As More Drillers Recycle Their Fracking Fluid, A Williamsport-Area Facility Expands | StateImpact Pennsylvania Skip Navigation

As More Drillers Recycle Their Fracking Fluid, A Williamsport-Area Facility Expands

Scott Detrow / StateImpact Pennsylvania

The before, during and after of the fracking fluid recycling process


A Williamsport-area water treatment facility has gotten approval from the Department of Environmental Protection to expand its operations, as the Sun-Gazette reports:

The approval will allow additional types of liquid waste such as boring fluids and hydrostatic fluids to be recycled into treated brine water that the industry can reuse for hydraulic fracturing in the Marcellus Shale, thus reducing the need for fresh water supplies and for waste disposal through injection wells or land filling, said Teresa Copenhaver, business development manager.
Boring fluids – the muddy water created during the laying of collection pipeline – and hydrostatic fluids – the result of pipeline testing – contain some solids but no chemicals, she said.
“We had asked if we could amend our general permit to take additional fluids and from there, they agreed to expand it even more,” Copenhaver said.


Recycling is becoming an increasingly-popular way of dealing with hydraulic fracturing fluid waste.

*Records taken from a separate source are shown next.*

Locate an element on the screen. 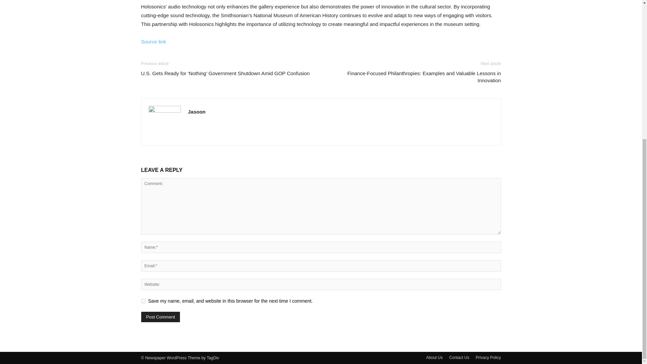 The width and height of the screenshot is (647, 364). Source link is located at coordinates (153, 41).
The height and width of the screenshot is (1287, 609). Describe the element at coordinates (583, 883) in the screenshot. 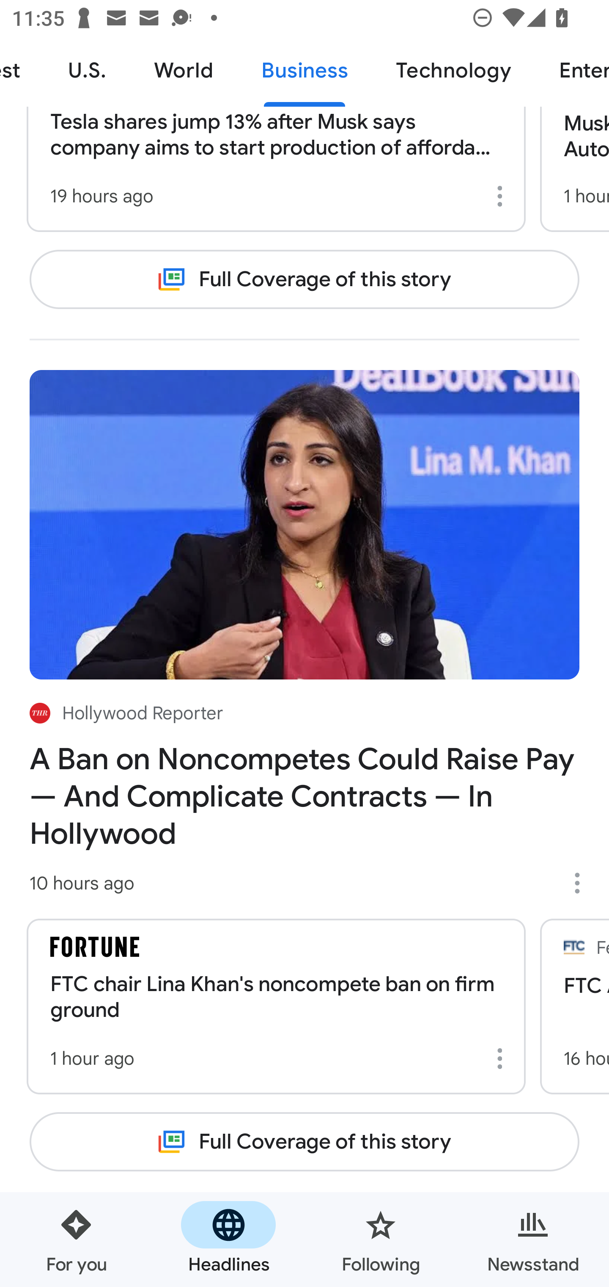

Pennsylvania drillers reused 6.1 million barrels of fluid from July to December. That’s a 369 percent increase over the amount of fluid recycled during the last six months of 2010.
It’s important two keep two things in mind, when you’re talking about recycling fracking fluid: First, it doesn’t completely eliminate the need for additional water withdrawal, as only about twenty percent of the fluid drillers inject into wells returns to the surface. Secondly, recycling is more like distillation than anything else. The brine, chemicals and sand removed from the water still need to be disposed of in landfills or injection wells.